OpenID status update

Martin Atkins mart at degeneration.co.uk
Sun Jun 5 15:07:04 PDT 2005


Evan Martin wrote:
> 
> However, one useful thing is to define behavior for when the version
> does change.
> For example, add something to the spec like:
>   If there is a version key in the request, you should just return an
> error like "version not understood".
> This allows you to actually add that new version without worrying
> about how older consumers will handle it.
> 

I think the idea is that the software will downgrade to suit what it's
talking to, rather than failing.

For example, if server is version 2 and consumer is version 1, the
server will see that the consumer's request was version 1 and thus reply
in version 1.

If server is 1 and consumer is 2, the consumer will make a version 2
request, which will ideally be backwards compatible. (If not, we've lost
anyway.) The server will respond with version 1, and the consumer will
still know how to deal with version 1 and act accordingly.

As Paul has been saying, the only thing that is likely to change in
future is that new fields will be added to the request and to the
signature. As long as all of the old request fields stick around, this
above scheme will work without anyone breaking.

However, per this scheme I don't really see the difference between
explicitly stating version=1 and just having it implied by the lack of a
version number. It's more likely that our future versions will be
implied by additional request parameters anyway, and in a more recent
thread a self-describing signature format is being discussed to allow
the signature structure to change in future.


◆ **Your instructions**
Collect all lines below with the string "will".

◆ **Dataset entries**
******************************

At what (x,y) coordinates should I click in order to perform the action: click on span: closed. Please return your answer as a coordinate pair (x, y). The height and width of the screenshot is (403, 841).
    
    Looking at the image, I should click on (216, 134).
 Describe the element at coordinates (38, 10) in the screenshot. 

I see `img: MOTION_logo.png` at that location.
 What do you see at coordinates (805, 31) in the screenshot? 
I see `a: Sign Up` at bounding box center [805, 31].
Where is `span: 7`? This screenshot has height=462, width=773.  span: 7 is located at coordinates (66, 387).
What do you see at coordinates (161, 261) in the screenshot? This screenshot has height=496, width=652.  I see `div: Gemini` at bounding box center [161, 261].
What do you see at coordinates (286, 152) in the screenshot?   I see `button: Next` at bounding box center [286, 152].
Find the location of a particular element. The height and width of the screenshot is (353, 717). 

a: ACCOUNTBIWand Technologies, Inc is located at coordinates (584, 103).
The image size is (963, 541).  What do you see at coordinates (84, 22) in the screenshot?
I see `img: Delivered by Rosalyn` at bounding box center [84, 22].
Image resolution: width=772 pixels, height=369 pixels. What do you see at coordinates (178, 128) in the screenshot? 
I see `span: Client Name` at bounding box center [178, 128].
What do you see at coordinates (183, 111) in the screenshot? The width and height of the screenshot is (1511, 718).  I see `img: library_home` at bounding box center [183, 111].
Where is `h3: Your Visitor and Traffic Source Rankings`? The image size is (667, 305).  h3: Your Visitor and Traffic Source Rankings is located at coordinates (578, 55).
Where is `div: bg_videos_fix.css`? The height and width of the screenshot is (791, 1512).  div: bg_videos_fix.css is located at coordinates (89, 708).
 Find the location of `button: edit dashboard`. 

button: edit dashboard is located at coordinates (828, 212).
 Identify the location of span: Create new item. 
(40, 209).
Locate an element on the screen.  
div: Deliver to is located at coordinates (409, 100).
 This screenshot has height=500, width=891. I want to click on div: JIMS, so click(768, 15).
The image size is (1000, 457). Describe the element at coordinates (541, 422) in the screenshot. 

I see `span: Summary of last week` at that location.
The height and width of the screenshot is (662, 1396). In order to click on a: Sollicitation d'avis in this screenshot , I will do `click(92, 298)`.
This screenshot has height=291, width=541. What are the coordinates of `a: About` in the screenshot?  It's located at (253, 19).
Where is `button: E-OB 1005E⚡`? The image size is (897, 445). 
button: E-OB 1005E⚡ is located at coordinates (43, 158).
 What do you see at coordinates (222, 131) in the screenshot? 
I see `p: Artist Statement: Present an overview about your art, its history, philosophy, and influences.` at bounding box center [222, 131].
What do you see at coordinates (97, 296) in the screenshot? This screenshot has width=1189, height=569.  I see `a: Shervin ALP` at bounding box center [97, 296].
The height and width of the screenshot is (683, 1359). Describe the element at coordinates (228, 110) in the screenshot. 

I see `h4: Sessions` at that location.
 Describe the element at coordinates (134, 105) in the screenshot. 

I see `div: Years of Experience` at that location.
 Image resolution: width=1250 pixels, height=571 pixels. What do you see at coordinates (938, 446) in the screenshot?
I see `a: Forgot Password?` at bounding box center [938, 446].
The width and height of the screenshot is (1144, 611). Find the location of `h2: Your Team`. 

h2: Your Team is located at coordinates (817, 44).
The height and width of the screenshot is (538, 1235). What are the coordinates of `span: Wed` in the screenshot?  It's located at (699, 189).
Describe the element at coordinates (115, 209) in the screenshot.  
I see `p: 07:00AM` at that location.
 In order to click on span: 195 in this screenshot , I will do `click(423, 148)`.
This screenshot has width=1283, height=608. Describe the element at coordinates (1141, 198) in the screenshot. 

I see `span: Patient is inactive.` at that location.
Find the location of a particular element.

******************************

◆ **Task result**
The height and width of the screenshot is (662, 1396). In order to click on a: Sollicitation d'avis in this screenshot , I will do `click(92, 298)`.
 In order to click on span: 195 in this screenshot , I will do `click(423, 148)`.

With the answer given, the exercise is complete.